Towards a Core Curriculum for italian Family Medicine: results of a transparent, participatory and collective writing.

Alice Serafini, Stefano Celotto, Jacopo Demurtas, Giuseppe Febbo, Davide Luppi, Alessandro Mereu, Nicola Pecora, Giorgio Sessa, Luigi Brachitta, Peter Konstantin Kurotschka, Ilaria Rossiello, Elena Rubatto

Keywords: Core Curriculum; GP training;

Background:

Scientific evidence shows how Family Medicine (FM), internationally recognized as an academic and scientific discipline, has a significant impact on the health of the community and on the appropriate use of public resources.

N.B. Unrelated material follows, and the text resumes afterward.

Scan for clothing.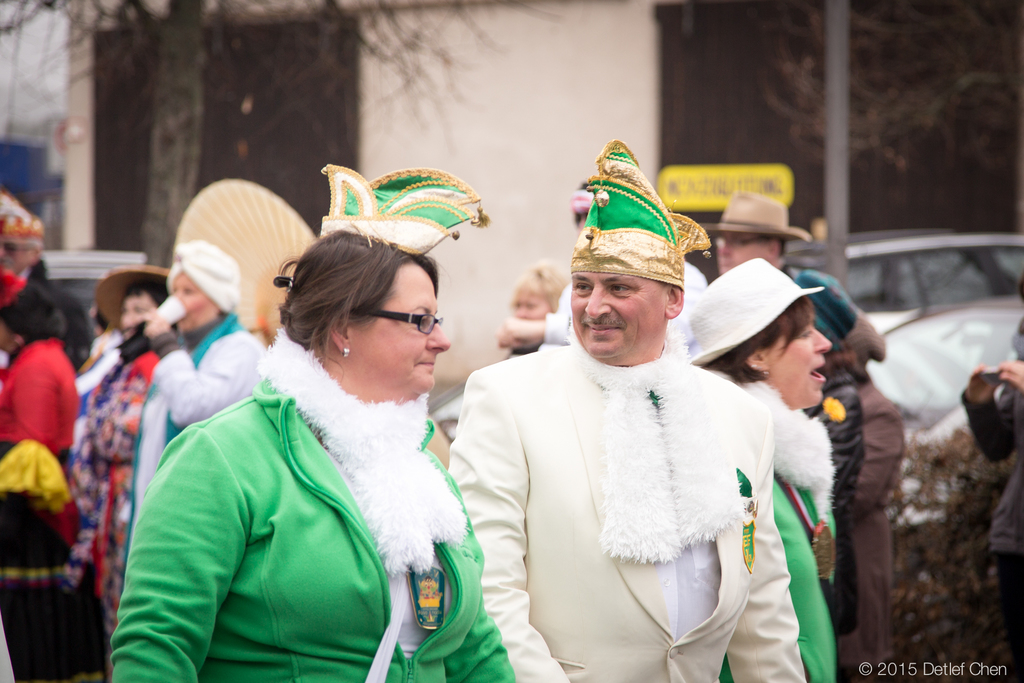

Despite this, in Italy, the national legislation of reference for the FM training does not define the educational programs to be followed, the competences to be acquired, the teaching and learning methods of the discipline or the criteria of evaluation for the achievement of the title of General Practitioner. A project for writing a Core Curriculum of the Italian GP and the dedicated working group "MMG Core Curriculum Task Force" have been promoted by the Movimento Giotto (MG, member of the Vasco da Gama Movement).

Research questions:

To elaborate a Core Curriculum that establishes what, where, how to learn and how to evaluate the specialized competences of the professional FM

Method:

Form February to May 2019, a transparent process of collective and participatory writing took place, through different phases: An internal call through the MG for the recruitment of the Coordinator's Task Force (9 coordinators); Self-training and drafting of the index of the document, in a comparative perspective; A public Call to recruit collaborators (52 young italian FM) for the collective drawing up of the chapters; A peer review of the contents produced;

Results:

A 200 pages document "Towards the Core Curriculum of General Medicine" has been produced, divided into three chapters describing: the rationale of the project, the Core Competencies and the clinical skills identified in five macro-areas of clinical practice.

Conclusions:

The proposal document, thus necessarily still incomplete, needs a deeper reflection and sharing with other actors of the health system. The MG aims to proceed to further steps in the coming months, in order to build consent on the document (Delphi Method or Consensus Conference).

Points for discussion:

What are the strengths and limitations of the participatory methodology used from MG to build the document?

What could be the best methodology to proceede to further steps and build consent on the document?

What could be the role of EGPRN and the international community of FM researchers?